Glory was sitting with her back to the engine drumming lightly on the window and looking out at the setting sun. At first she felt a certain shame at the obvious references, but, piqued at John's silence, she began to take pride in them, and shot glances at him from under half-closed eyelids. John was sitting opposite with his arms folded. At the talk of the men he felt his hands contract and his lips grow cold with the feeling that Glory belonged to everybody now and was common property. Once or twice he looked at them and became conscious of an impression, which had floated about him since he left the Brotherhood, that nearly every face he saw bore the hideous stamp of self-indulgence and sensuality.

But the noises of the train helped him not to hear, and he looked out for London.

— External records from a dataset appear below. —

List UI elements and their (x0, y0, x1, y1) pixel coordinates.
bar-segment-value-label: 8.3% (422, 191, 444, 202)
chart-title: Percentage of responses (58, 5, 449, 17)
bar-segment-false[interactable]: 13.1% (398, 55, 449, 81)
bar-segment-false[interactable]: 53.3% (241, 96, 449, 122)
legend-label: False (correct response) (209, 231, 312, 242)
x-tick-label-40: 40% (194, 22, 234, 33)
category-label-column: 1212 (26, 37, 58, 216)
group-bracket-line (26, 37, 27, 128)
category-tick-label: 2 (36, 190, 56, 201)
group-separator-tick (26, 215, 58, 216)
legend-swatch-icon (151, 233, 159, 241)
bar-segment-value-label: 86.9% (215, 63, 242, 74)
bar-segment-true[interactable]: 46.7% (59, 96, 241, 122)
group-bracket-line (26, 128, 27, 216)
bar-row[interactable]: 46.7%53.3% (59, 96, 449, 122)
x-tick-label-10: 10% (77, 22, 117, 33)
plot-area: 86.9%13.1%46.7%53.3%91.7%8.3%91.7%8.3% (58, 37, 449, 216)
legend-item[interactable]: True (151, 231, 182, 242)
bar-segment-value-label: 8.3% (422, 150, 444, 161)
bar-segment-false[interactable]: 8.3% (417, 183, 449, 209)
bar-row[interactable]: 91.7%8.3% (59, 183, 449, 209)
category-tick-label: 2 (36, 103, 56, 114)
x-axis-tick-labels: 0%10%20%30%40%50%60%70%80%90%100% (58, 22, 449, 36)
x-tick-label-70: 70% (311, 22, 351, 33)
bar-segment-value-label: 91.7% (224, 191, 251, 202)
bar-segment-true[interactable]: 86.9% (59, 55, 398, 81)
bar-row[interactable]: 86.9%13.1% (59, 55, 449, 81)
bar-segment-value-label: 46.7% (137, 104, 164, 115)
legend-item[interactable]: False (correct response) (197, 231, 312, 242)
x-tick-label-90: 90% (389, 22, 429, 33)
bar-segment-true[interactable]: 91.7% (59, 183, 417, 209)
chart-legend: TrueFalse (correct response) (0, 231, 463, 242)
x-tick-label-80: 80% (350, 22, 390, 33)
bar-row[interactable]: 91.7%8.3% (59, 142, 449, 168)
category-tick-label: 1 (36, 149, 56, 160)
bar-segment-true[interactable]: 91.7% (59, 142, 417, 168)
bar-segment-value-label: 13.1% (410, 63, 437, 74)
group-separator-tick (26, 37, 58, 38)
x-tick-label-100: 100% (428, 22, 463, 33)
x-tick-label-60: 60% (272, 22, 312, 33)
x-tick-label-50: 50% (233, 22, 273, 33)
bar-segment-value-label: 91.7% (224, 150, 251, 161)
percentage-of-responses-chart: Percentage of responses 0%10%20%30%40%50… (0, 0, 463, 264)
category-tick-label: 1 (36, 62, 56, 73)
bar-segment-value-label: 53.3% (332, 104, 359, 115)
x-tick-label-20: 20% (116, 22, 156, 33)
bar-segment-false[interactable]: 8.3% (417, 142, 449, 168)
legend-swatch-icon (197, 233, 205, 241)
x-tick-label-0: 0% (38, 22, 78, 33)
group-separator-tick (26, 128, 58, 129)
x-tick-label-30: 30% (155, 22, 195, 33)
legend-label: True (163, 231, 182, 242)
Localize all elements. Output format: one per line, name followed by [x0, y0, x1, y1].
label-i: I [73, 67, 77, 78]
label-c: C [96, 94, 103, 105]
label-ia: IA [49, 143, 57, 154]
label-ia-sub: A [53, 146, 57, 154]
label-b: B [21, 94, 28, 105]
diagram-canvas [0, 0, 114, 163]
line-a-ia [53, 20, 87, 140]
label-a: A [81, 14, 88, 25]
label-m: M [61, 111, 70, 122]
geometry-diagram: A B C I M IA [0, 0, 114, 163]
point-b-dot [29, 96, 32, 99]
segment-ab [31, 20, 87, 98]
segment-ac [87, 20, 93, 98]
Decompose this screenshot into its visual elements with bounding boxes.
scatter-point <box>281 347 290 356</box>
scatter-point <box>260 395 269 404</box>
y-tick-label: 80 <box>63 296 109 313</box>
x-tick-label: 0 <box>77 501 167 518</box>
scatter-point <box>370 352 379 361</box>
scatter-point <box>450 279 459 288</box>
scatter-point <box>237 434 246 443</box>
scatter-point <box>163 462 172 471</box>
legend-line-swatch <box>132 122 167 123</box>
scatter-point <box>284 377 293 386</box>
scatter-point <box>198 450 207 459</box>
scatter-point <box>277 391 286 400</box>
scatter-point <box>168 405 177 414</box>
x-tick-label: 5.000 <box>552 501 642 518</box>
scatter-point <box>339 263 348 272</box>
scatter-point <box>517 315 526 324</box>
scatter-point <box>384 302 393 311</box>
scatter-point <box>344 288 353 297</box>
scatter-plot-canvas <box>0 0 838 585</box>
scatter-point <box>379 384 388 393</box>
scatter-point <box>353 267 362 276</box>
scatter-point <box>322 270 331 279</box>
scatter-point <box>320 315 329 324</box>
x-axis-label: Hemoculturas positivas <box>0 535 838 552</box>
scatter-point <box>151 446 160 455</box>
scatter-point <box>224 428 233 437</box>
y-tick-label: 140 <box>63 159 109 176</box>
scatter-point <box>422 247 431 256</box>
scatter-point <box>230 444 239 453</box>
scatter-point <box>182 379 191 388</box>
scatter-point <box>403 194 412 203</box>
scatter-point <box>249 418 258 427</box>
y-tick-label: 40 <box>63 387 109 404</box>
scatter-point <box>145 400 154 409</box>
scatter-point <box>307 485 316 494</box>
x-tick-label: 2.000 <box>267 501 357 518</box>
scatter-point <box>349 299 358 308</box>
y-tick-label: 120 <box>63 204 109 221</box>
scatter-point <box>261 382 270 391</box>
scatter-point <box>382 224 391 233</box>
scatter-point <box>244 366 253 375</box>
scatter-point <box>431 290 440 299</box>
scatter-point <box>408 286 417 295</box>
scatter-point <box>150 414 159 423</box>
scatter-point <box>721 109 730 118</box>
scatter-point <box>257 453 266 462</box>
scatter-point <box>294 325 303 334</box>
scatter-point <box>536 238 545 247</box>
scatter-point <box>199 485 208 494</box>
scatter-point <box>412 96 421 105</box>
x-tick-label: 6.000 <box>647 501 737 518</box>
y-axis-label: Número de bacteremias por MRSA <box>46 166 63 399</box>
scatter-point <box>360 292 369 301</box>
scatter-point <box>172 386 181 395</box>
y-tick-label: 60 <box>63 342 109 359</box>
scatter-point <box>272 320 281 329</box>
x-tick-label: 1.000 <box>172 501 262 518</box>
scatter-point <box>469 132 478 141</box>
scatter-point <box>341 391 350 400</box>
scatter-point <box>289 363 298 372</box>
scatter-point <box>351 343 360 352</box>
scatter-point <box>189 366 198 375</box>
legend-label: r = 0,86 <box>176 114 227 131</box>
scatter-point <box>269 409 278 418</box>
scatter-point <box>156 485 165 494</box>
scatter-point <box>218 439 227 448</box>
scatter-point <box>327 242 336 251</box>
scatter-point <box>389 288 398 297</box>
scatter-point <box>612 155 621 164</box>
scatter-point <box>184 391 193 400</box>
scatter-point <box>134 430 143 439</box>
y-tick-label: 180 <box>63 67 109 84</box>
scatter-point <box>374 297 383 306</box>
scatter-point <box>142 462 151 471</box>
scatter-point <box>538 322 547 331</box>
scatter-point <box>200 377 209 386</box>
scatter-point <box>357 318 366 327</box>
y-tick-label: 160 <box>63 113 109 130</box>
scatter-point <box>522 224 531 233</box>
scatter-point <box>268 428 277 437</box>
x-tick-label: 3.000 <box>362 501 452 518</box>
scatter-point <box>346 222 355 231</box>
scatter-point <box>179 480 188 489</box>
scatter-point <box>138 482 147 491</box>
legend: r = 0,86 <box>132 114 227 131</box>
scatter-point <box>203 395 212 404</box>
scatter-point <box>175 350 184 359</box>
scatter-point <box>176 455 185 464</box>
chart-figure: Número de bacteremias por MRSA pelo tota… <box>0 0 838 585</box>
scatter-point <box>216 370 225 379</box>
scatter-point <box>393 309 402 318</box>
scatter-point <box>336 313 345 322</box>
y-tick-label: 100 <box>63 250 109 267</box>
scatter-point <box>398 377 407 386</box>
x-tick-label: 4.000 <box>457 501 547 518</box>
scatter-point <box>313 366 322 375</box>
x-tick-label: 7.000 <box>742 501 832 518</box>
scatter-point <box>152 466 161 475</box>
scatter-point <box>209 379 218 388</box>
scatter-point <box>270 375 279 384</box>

It lay before them under a canopy of smoke, and now and then a shaft from the setting sun lit up a glass roof and it glittered like a sinister eye. Then there came from afar, over the creaking and groaning of the wheels and the whistle of the engine, the deep, multitudinous murmur of that distant sea. The mighty tide was rising and coming up to meet them. Presently they were dashing into the midst of it, and everything was drowned in the splash and roar.

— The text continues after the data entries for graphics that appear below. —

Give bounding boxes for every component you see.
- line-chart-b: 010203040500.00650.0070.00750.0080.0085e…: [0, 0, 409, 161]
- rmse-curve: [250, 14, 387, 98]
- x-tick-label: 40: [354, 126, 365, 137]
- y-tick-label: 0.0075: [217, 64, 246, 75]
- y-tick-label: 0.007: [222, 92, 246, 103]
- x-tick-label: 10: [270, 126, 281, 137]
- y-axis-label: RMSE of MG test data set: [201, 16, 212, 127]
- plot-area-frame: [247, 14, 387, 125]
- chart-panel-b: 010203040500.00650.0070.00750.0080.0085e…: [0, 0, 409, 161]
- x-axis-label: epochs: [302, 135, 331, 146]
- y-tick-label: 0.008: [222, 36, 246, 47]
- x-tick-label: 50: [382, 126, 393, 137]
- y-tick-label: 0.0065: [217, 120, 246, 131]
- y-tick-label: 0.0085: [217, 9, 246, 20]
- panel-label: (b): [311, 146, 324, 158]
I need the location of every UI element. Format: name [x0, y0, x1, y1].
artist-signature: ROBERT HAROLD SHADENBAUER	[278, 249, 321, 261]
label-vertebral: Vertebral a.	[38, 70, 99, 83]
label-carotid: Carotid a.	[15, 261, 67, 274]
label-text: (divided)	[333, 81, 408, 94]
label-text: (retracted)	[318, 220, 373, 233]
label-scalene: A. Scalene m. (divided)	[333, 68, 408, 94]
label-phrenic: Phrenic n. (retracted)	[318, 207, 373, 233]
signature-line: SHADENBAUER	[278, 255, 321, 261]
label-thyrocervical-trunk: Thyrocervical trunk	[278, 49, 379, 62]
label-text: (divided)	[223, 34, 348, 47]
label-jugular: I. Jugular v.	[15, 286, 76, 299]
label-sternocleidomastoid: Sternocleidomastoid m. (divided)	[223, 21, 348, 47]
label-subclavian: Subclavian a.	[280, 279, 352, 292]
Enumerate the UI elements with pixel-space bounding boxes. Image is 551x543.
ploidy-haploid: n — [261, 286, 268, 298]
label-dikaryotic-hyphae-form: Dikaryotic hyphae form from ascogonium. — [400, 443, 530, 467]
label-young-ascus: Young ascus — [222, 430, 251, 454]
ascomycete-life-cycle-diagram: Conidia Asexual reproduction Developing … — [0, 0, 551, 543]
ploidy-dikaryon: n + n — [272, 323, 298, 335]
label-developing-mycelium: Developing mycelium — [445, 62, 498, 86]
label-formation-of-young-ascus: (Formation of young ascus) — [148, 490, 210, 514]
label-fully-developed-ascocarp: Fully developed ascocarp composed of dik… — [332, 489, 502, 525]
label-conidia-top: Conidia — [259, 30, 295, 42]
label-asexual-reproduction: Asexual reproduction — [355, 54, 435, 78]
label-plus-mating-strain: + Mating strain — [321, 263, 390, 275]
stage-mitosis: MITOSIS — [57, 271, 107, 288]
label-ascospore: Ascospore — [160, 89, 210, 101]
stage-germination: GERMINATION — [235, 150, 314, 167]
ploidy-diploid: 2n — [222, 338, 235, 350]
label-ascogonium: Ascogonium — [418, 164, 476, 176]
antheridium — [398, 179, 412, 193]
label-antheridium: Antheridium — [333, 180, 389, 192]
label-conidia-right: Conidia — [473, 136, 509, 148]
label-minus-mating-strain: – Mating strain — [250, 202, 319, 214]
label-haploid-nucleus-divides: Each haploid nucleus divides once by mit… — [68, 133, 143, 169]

The Guardsmen, being on the platform side, alighted first, and on going off they bowed to Glory with rather more than easy manners. A dash of the devil prompted her to respond demonstratively, but John had risen and was taking off his hat to the men, and they were going away discomfited. Glory was proud of him—he was a man and a gentleman.

He put her into a hansom under the lamps outside the station, and her face was lit up, but she patted the dog and said: “You have vexed me and you needn't come to see me again. I shall not sing properly this evening or sleep tonight at all, if that is any satisfaction to you, so you needn't trouble to inquire.”


When he reached home Mrs. Callender told him of a shocking occurrence at the fashionable wedding at All Saints' that morning. A young woman had committed suicide during the ceremony, and it turned out to be the poor girl who had been dismissed from the hospital.

John Storm remembered Brother Paul. “I must bury her,” he thought.